Ms Janssens has made another break from her mother’s house, and is happily renting in a bayside Melbourne suburb. She said she would never willingly move back in with her parents.

“I like to live by myself and I don’t think I can be my authentic self at home,” she said.

Her circumstances will be familiar to many millennials, the so-called “generation rent”.

The high cost of housing, low wages and insecure jobs are driving a trend of adult children leaving their family home only to return when financial pressures become too great – attracting the label “boomerang kids”. The more pejorative term, “failure-to-launch”, refers to those who are reluctant or unable to leave the parental nest at all.

“It’s very common. A lot of people choose to move back home so they can save money and eventually buy a house,” Ms Janssens said.

“I think I’ll be renting for quite a while. Buying a house isn’t an option for the foreseeable future.”

Multigenerational family living – whether driven by boomerang kids or failure-to-launch offspring – is becoming more common in Australia. Many adult children are also continuing to remain at home for longer, rather than leaving their parents with an empty nest.

The rise in multigenerational living reverses the trends of the past 50 years. Photo: Getty

The trend isn’t confined to Australia, with recent international research suggesting that adult children living at home are making baby boomer parents – and themselves – unhappy.

A study by London School of Economics researchers Dr Marco Tosi and Professor Emily Grundy, published in the Journal of Social Science and Medicine earlier this year, found that intergenerational co-residence had declined dramatically in Western countries in the past 50 years – only to reverse in recent years.

“In some countries, multigenerational co-residence has increased; a shift interpreted as a family response to high unemployment rates, poor job prospects and financial hardship among young adults,” the researchers said.

The study found that while co-resident adult children might provide “emotional and instrumental support” for older parents, they were also a source of conflict and stress.

Edgar Liu is an expert in multigenerational living at the University of New South Wales’ City Futures Research Centre. In 2017 he co-edited the book, Multigenerational Family Living: Evidence and Policy Implications from Australia.

Dr Liu said one in five Australian households was multigenerational (generally considered to mean one or more adult offspring living with one or more of their parents).

Despite the focus on adult family members being forced to cohabit for economic reasons, multigenerational living was often a preference, Dr Liu said.

“Many actively choose this arrangement, and they work to make it work in terms of sharing costs and duties,” he said.

“This gives them opportunities to stay in contact and in each other’s lives, which is not always easy in our globally mobile world.

“A few people said it’d be difficult for them to see their children if they didn’t live with them.”

Dr Liu’s research found companionship was the most valued aspect of multigenerational living, while a lack of privacy was considered the biggest downside.

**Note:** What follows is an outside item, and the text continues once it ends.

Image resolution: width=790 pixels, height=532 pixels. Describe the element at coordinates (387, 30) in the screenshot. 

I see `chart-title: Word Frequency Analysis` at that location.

Boomerang kids are the result of an “inability to sustain independent living” for many reasons, Dr Liu said. Reasons include those who return home after relationships break down, to those returning from work, study, or travel overseas.

The reverse is also true, and it was not uncommon for adult children to pay their parents’ rent or mortgage, “without which the parents wouldn’t be able to afford that home”.

Living separately from one’s parents did not necessarily indicate independence, he said.

“There is research and anecdotal evidence about how we continue to support each other, even if we don’t live with each other, for example, parents helping to pay rent, food sharing,” Dr Liu said.

“I’m not fond of the term failure-to-launch because it glorifies ‘independent living’ as an ideal, which is not always the case.”